No success without another’s failure.
No failure without another’s success.
To feel another’s pain is defeat.
To turn the other cheek, a betrayal.

In Aesop, the foolish vixen boasts of her numerous progeny
     and challenges the
     lioness how many offspring she has had. The proud
     lioness says, “Only
     one—but a lion.”

The Game must never be played as if it were but a Game.
Nor the Game-board traversed as if it were but the “world.”
Out of Muirkirk mud, a lineage to conquer Heaven.
To suck marrow, children, is our nourishment.
To suck marrow, yet be heaped with gratitude.
Yet never seduced, children, by the music of your own voice.

Control, control, and again control: and what prize will not be ours?

Die for a whim—if it is your own.

Honor is the secret subject of all catechisms.

For where there is love there can be no calculation.
For where there is calculation there can be no love.
And where The Game is abandoned, mere mortality awaits.

“As above, so below”—all on Earth is ordained.
And where ordained, blameless.
For, children, I say unto you—
Crime? Then complicity.
Complicity? Then no crime.

And the light shineth in darkness, and the darkness becomes light.


""Awards

  • New York Times Notable Books of the Year
  • International IMPAC DUBLIN Literary Award, 2000 (Longlist)

""Manuscript Images

All manuscript images are in pdf format.
Images may not be reproduced without permission of Joyce Carol Oates.

 

bare-manuscript01

A plan for part 1 of the novel, at this point titled “My Heart Laid Bare: A Chronicle of the Infamous Lichts of Old Muirkirk.” Typed and heavily annotated in multiple colored pens. Included in the margin are sketches of women’s faces and repeated names of characters and places; both elements appear in many manuscript pages, with the repeated names often taking the form of variations on JCO’s own name.

 

bare-manuscript02

The rules of The Game. “Past?—it is but the graveyard of the Future.”

More manuscript Images


reviews, starts, 5Reviews

Jeff Turrentine, Los Angeles Times Book Review, July 26, 1998, p2
5 stars
Novels of a size and scope this ambitious can easily collapse under their own weight, unless constructed by a skilled architect of tone and narrative. Fortunately, the author’s instinct is sure and solid, audaciously original but rooted in an idiom linking it with the towering influences of past geerations….she leaves us to reflect on the startling contemporary resonances of her grand historical saga.

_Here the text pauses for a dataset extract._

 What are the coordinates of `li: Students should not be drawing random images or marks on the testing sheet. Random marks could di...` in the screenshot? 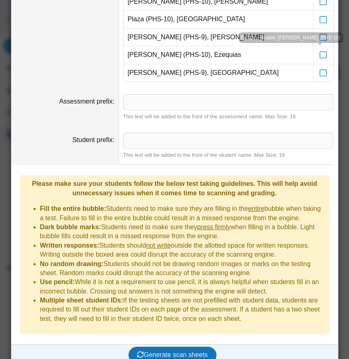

Ron Charles, Christian Science Monitor, June 18, 1998, pB7
5 stars
Although Joyce Carol Oates is recognized as one of the finest short story writers, “My Heart Laid Bare” reminds us that she’s also a spectacular novelist.

Publishers Weekly, April 20, 1998, p45
4 stars
…it’s impossible to resist the pull of Oates’s lush narrative. Abraham Licht is unforgettable. As chief orchestrator of a family’s misbehaviors, he becomes the quintessential silver fox, a rogue to remember.

Kirkus Reviews, May 11, 1998
4 stars
Oates juggles all this high-concept hugger-mugger expertly, springing one amusing narrative surprise after another while also working an impressive amount of US history into the fabric of her extravagantly colorful characters’ adventures. Nor is her manifest (though never obtrusive) theme neglected: This being a persuasive vision of an America founded on violence, miscegenation, and rapacious self-interest. That the result is also irresistibly comic is so much frosting on a sumptuous cake and one of the most inviting products of Oates’s incomparably rich imagination.

Joshua Cohen, Library Journal, May 15, 1998, p116
4 stars
Oates explores America’s meeting the Fricks, Morgans, and Rockefellers while facing the Great War, the roaring Twenties, and the stock market crash. With a smooth, stylish narrative, she investigates the relationship between deception and morality and in the process paints an alternative vision of that period.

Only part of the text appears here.